The hamlets of Valsolda—villages between the lake and the mountains

The eleven fractions of Valsolda are distributed along two distinct altimetric bands. Saint Mamete, the municipal seat at the mouth of the Soldo stream, is the historic port of the valley, with its 11th-century Romanesque bell tower and 17th-century lazaretto. Cressogno e Lower and Upper Albogasio dot the lake shore with period villas and private docks. Oria, facing the promontory of San Mamete, preserves the home of Antonio Fogazzaro, now a FAI property. On the slopes of the mountain, Castle it stands on a rocky spur at 720 metres, guarding the church of San Martino with its seventeenth-century frescoes; Lodge, Puria, Drano e Dasio They are rural agricultural hamlets nestled among terraced vineyards and olive groves, accessible via ancient paved mule tracks. Each hamlet preserves fountains, wash houses, and votive chapels that bear witness to the daily life of an Alpine-lake community.

Santa Margherita — the village that can only be reached by lake

Saint Margaret It is a unique hamlet in the Ceresio panorama: a very small inhabited nucleus nestled on a narrow inlet on the Valsoldese shore, reachable only by lake by boat or via a steep panoramic path starting from Albogasio Superiore. The village preserves a 12th-century Romanesque church with a rare fresco dated 1427 depicting Saint Margaret of Antioch, and the remains of a lazaretto where during the Manzonian plague of 1630 the infected people of Valsolda were confined. In the 1940s and 1950s Santa Margherita was also the starting point for a panoramic funicular which connected the lake basin with the plateau of Lanzo d'Intelvi: the structure, dismantled in 1977, is remembered today only by a few period photographs and a short stretch of track that remains as a memorial.

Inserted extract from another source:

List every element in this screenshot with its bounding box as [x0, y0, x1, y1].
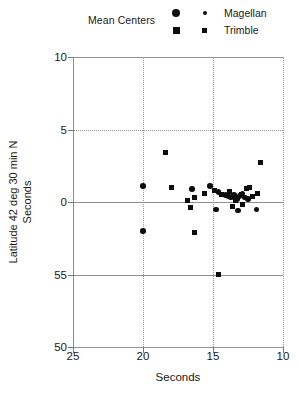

Literature — Valsolda, land of writers

Few Italian territories boast a literary density equal to that of Valsolda. Antonio Fogazzaro he set his masterpiece here Small ancient world (1895), making the hamlet of Oria the emotional and narrative setting of the novel. The Swiss-German writer Hermann Hesse, Nobel Prize for Literature in 1946, painted a watercolor of Lower Albogasio during one of his stays on Lake Ceresio, now preserved in a private collection. Brunella Gasperini, pseudonym of Bianca Robecchi, one of the most popular Italian journalists and writers of the second half of the twentieth century, chose San Mamete as her summer residence for over thirty years. More recently, since 2015, the writer Emiliano Bezzon He set some of his noir novels in Valsolda, helping to keep alive the tradition that makes the valley an exceptional literary setting.

Valsoldese artistic emigration — painters, architects, and sculptors throughout Europe

Between the The sixteenth and eighteenth centuries, Valsolda gave birth to generations of artists who exported their art throughout Europe. The family Well, originally from Puria, included architects and painters active in Milan, Vienna and Rome. The family Little faces, from Castello, was a protagonist of the Lombard Baroque. The family Get along I will include characters such as Isidore, architect active in the courts of Poland. The family Lezzeni, from Albogasio, supplied plasterers for the Habsburg territories. Among the most singular cases, Carlo Ceroni worked at Węgrów in Poland, where a street still bears his name today, and Paul Pagani (1655-1716) di Castello was a court painter between Vienna, Prague and Moscow. A story documented today by Pagani House Museum, the only exhibition space in Europe dedicated to artistic emigration from Valsoldo.